Łódzka Organizacja Turystyczna

Radegast Station

The wooden building of the Radegast Station is a historic railway building from 1941. During World War II, it was connected with the ghetto established by the Germans in 1940 in Łódź (Litzmannstadt). Initially, the facility served as a transshipment point for food and raw materials intended for the population and workplaces of the ghetto. From January 1942, the station became the place from which the Jewish population was deported to the extermination camps in Kulmhof (Chełmno nad Nerem) and Auschwitz-Birkenau. It is estimated that about 145,000 Jews passed through the station. Today, this building serves as a memorial site — part of the Litzmannstadt Ghetto Memorial, established in 2004 — and houses a branch of the Museum of Independence Traditions in Łódź.

The exhibition inside the station building features a model of the Łódź Ghetto. It is the largest model of its kind in Poland, showing the appearance of the closed district in 1942, at a scale of 1:400. Its detail and highly professional craftsmanship make it possible to trace the main communication routes, small infrastructure, and even notice details of many existing and now non-existent buildings. Besides the model, all preserved transport lists are displayed in a multimedia application, along with artifacts from the Museum’s own collection and other institutions. The largest element of the Memorial is the Tunnel of the Deported, containing selected transport lists arranged chronologically, as well as objects from the extermination camp in Chełmno nad Nerem. At the end of the Tunnel stands the Column of Remembrance, inscribed with the words Do not kill in German, Hebrew, and Polish, with the names of all cities from which Jews were brought to the Łódź Ghetto carved into its walls.

Under the care of this branch is also the Roma Forge (84 Wojska Polskiego Street), one of the preserved buildings of the former “Gypsy camp,” the first place of strict isolation established exclusively for Roma during World War II within the ghetto.

 

 Opening hours:

Monday: 09:00 am - 5:00 pm

Tuesday: 09:00 am - 5:00 pm

Wednesday: 10:00 am - 6:00 pm

Thursday: 10:00 am - 6:00 pm

Friday: CLOSED

Saturday: 10:00 am - 4:00 pm

Sunday:  10:00 am - 4:00 pm

The entrance for individual tourist is free.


Present the following entries again, word for word and in full.

_____

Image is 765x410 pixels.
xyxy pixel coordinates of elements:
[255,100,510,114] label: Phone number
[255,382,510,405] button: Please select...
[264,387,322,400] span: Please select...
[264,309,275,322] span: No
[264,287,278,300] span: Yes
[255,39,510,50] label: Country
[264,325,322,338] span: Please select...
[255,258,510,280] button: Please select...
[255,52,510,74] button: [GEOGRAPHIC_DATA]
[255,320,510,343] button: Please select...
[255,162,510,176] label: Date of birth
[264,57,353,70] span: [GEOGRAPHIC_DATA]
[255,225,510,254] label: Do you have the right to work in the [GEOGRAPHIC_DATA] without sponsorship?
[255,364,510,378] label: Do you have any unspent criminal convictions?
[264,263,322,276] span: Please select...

_____

REPLY TO THE TASK:
Image is 765x410 pixels.
xyxy pixel coordinates of elements:
[255,100,510,114] label: Phone number
[255,382,510,405] button: Please select...
[264,387,322,400] span: Please select...
[264,309,275,322] span: No
[264,287,278,300] span: Yes
[255,39,510,50] label: Country
[264,325,322,338] span: Please select...
[255,258,510,280] button: Please select...
[255,52,510,74] button: [GEOGRAPHIC_DATA]
[255,320,510,343] button: Please select...
[255,162,510,176] label: Date of birth
[264,57,353,70] span: [GEOGRAPHIC_DATA]
[255,225,510,254] label: Do you have the right to work in the [GEOGRAPHIC_DATA] without sponsorship?
[255,364,510,378] label: Do you have any unspent criminal convictions?
[264,263,322,276] span: Please select...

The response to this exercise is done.